A majority of Americans want President Joe Biden to consider all potential nominees to the Supreme Court and reject his pledged affirmative action to nominate the first black woman to the court.
Surveying 510 adults between January 28 and 29, the ABC News-Ipsos poll showed that more than three-quarters of Americans (76 percent) want the president to consider “all possible nominees” when replacing Justice Stephen Breyer. Only 23 percent want him to honor his pledge of nominating the first black woman to the court.

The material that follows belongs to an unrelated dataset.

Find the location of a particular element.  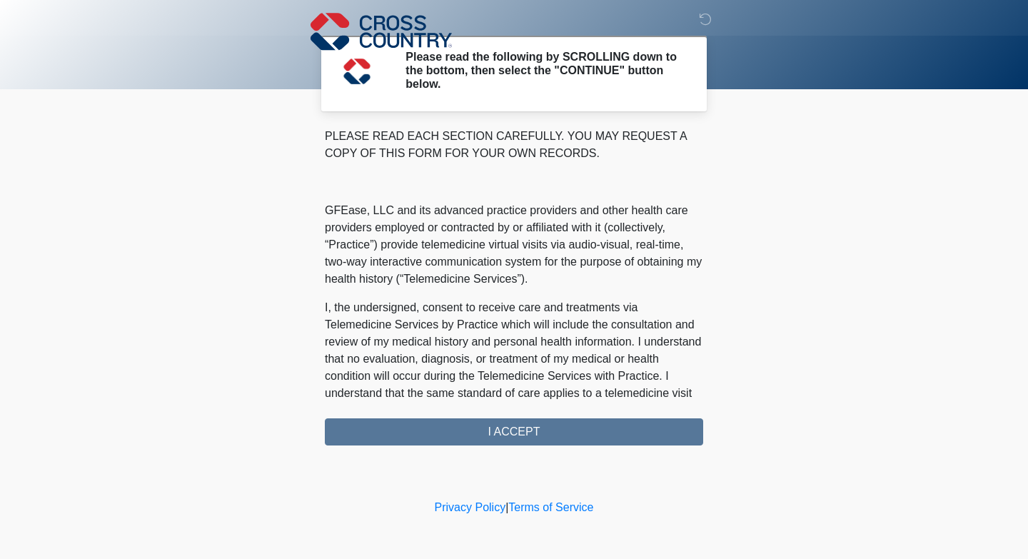

h2: Please read the following by SCROLLING down to the bottom, then select the "CONTINUE" button below. is located at coordinates (543, 71).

When broken down by party lines, a full 54 percent of Democrats want Biden to consider all potential nominees to the Supreme Court irrespective of the candidate’s race or gender. Here’s how the poll breaks down by demographics:
Although the poll’s sample size was not large enough to break out results for Black people, only a little more than 1 in 4 nonwhite Americans (28 percent) wish for Biden to consider only Black women for the vacancy. Democrats are more supportive of Biden’s vow (46 percent) than Americans as a whole, but still a majority of Democrats (54 percent) also prefer that Biden consider all possible nominees.
In what can only be described as a blow to American’s perception of judicial independence, the poll showed that 43 percent of Americans believe the Supreme Court is a partisan institution in which the justices rule “on the basis of their partisan political views.”
Shortly after Breyer announced his retirement last week, Joe Biden said he would nominate the first black woman to the court, a pledge he made to Rep. Jim Clyburn (D-SC) during the 2020 presidential primary to secure his endorsement after losing several states to Bernie Sanders. Speaking with the Washington Post, Clyburn confirmed that his endorsement came with the caveat that Biden pledge to nominate a black woman.
Not a single time has a Black woman ever been seriously considered. And so I took that issue up with then-candidate Biden back in 2020 … How many times have you heard it said that black women are the backbone of the Democratic Party?”
Well, you just can’t say you’ve got to show it. I happen to have been born and raised in the past, and I believe it’s their deeds that matter, not their words. And so President Biden made it a commitment at the Charleston debate back in February. Two years ago, and said that if he got the opportunity, he would appoint or nominate an African-American woman to serve on the court.
Clyburn also confirmed to the Washington Post that he has been strongly pushing Biden to select U.S. District Judge J. Michelle Childs since the start of his presidency.
“Now, as it relates to who, I don’t have anything against the seven or eight names that I have been floated as possibilities, they’re all great people,” Clyburn said. “The fact of the matter is, I have been discussing Michelle Childs with the president and his people now for, I guess at least 13 months now.”